Laura Cardona, a senior music therapy major at Montclair State, grew up in Humacao, Puerto Rico. From a young age, she was passionate about music, knowing she wanted to pursue it in college. But her parents and teachers encouraged her to have a backup plan, saying art wasn’t a viable career path.
She decided to marry her love of music with psychology, and in her search for schools along the East Coast, she found Montclair State, just 14 miles from New York City.
“That was my motivation when I was in high school. I thought I wanted to be a Broadway star and New York was it,” Cardona said. “It’s just where I wanted to be. It’s where I could be who I was. It’s where people would respect art. And that was my dream.”
Cardona is one of 337 undergraduate international students at Montclair State, a number that has been declining since the enrollment of 749 in 2008.
Dr. Willard Gingerich, provost and vice president for academic affairs, reasoned that this drop could have been because of the recession, which began in December of 2007. “That was worldwide. It wasn’t just here,” he explained.
A study by SelfScore, a company providing international students with financial services, showed that international undergraduates pay almost three times the cost of tuition for in-state students, effectively decreasing the amount that local students pay to attend. Data shows that New Jersey Institute of Technology students would see a tuition increase as high as 58.5 percent and Rutgers’ tuition would increase by just over 20 percent, if international students paid the same tuition as in-state students.
But at Montclair, this isn’t necessarily the case. “There’s far less differential between the amount international students and out-of-state students pay,” Gingerich said. “They’re not enough to make all that much of a difference.
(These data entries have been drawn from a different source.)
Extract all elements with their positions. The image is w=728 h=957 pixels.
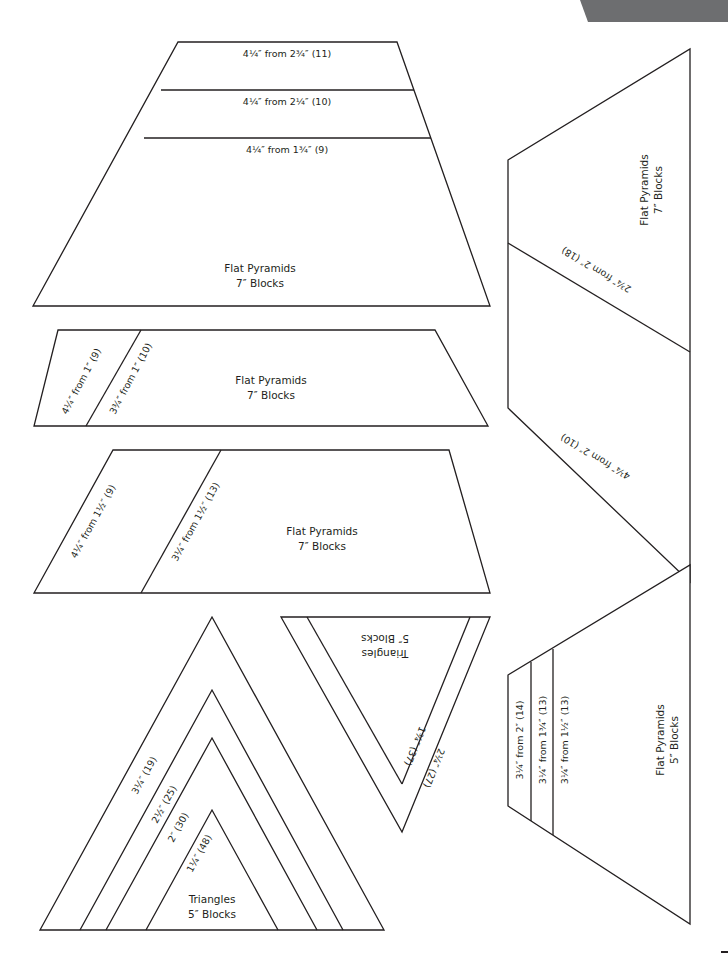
shape-subtitle: 7″ Blocks — [247, 389, 295, 401]
trapezoid-outline — [508, 49, 690, 582]
row-label: 4¼″ from 2¾″ (11) — [243, 48, 331, 59]
shape-subtitle: 7″ Blocks — [652, 166, 664, 214]
strip-label: 3¼″ from 1¾″ (13) — [537, 696, 548, 784]
shape-title: Flat Pyramids — [235, 374, 306, 386]
shape-title: Flat Pyramids — [286, 525, 357, 537]
page-number-mark — [721, 951, 728, 953]
flat-pyramid-7-b: 4¼″ from 1″ (9) 3¾″ from 1″ (10) Flat Py… — [34, 330, 488, 426]
shape-title: Triangles — [188, 893, 236, 905]
strip-label: 3¼″ from 1½″ (13) — [559, 696, 570, 784]
shape-title: Flat Pyramids — [654, 704, 666, 775]
row-label: 4¼″ from 2¼″ (10) — [243, 96, 331, 107]
row-label: 4¼″ from 1¾″ (9) — [246, 144, 328, 155]
flat-pyramid-5: 3¼″ from 2″ (14) 3¼″ from 1¾″ (13) 3¼″ f… — [508, 565, 690, 924]
strip-label: 3¼″ from 2″ (14) — [514, 700, 525, 779]
flat-pyramid-7-a: 4¼″ from 2¾″ (11) 4¼″ from 2¼″ (10) 4¼″ … — [33, 42, 490, 306]
shape-title: Flat Pyramids — [638, 154, 650, 225]
page-corner-tab — [580, 0, 728, 22]
shape-subtitle: 5″ Blocks — [188, 908, 236, 920]
parallelogram-outline — [34, 450, 490, 593]
shape-subtitle: 7″ Blocks — [236, 277, 284, 289]
flat-pyramid-7-c: 4¼″ from 1½″ (9) 3¼″ from 1½″ (13) Flat … — [34, 450, 490, 593]
shape-title: Flat Pyramids — [224, 262, 295, 274]
shape-subtitle: 5″ Blocks — [668, 716, 680, 764]
shape-subtitle: 5″ Blocks — [361, 633, 409, 645]
shape-subtitle: 7″ Blocks — [298, 540, 346, 552]
templates-sheet: 4¼″ from 2¾″ (11) 4¼″ from 2¼″ (10) 4¼″ … — [0, 0, 728, 957]
shape-title: Triangles — [362, 648, 410, 660]
flat-pyramid-7-d: Flat Pyramids 7″ Blocks 2¾″ from 2″ (18)… — [508, 49, 690, 582]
We really need to bring more of the world into Montclair.”
Ester Rivarola is one of the people at Montclair State involved with bringing in more of that world. She is a third-semester international student from Paraguay, pursuing an MBA with a concentration in management and working as an I-20 assistant in the Global Education Center. She helps prospective international students with the process of collecting and submitting all required documentation.
“I feel like I’m helping someone else come here and study,” Rivarola said. “It’s easy for me to put myself in their shoes—to have empathy—because I went through it. It’s amazing when you meet all the students at orientation, and you finally put a face to all of those emails.”
Jessica Browning, a study abroad student from the UK, is at Montclair State from Bournemouth University, where she studies TV production. “My experience so far has been interesting and a little bit of a culture shock,” she said. “Everyone at Montclair is a lot more forward and friendly than back home.”
According to Elizabeth Gill, the director of International Services at Montclair State, the university has strategies in place to recruit more international students, and not for financial reasons. “International students receive not only the advantages of a great US education, but the unique opportunity for cultural exchange with Montclair State University’s extraordinarily diverse student body.”
Cardona echoed those sentiments about education in the US and how she doesn’t want to take for granted her experience here. “It’s easy to complain in college. But when you put it into perspective, who gets to go to college? Who gets to do something they like?” she said. “This is all I wanted in life.”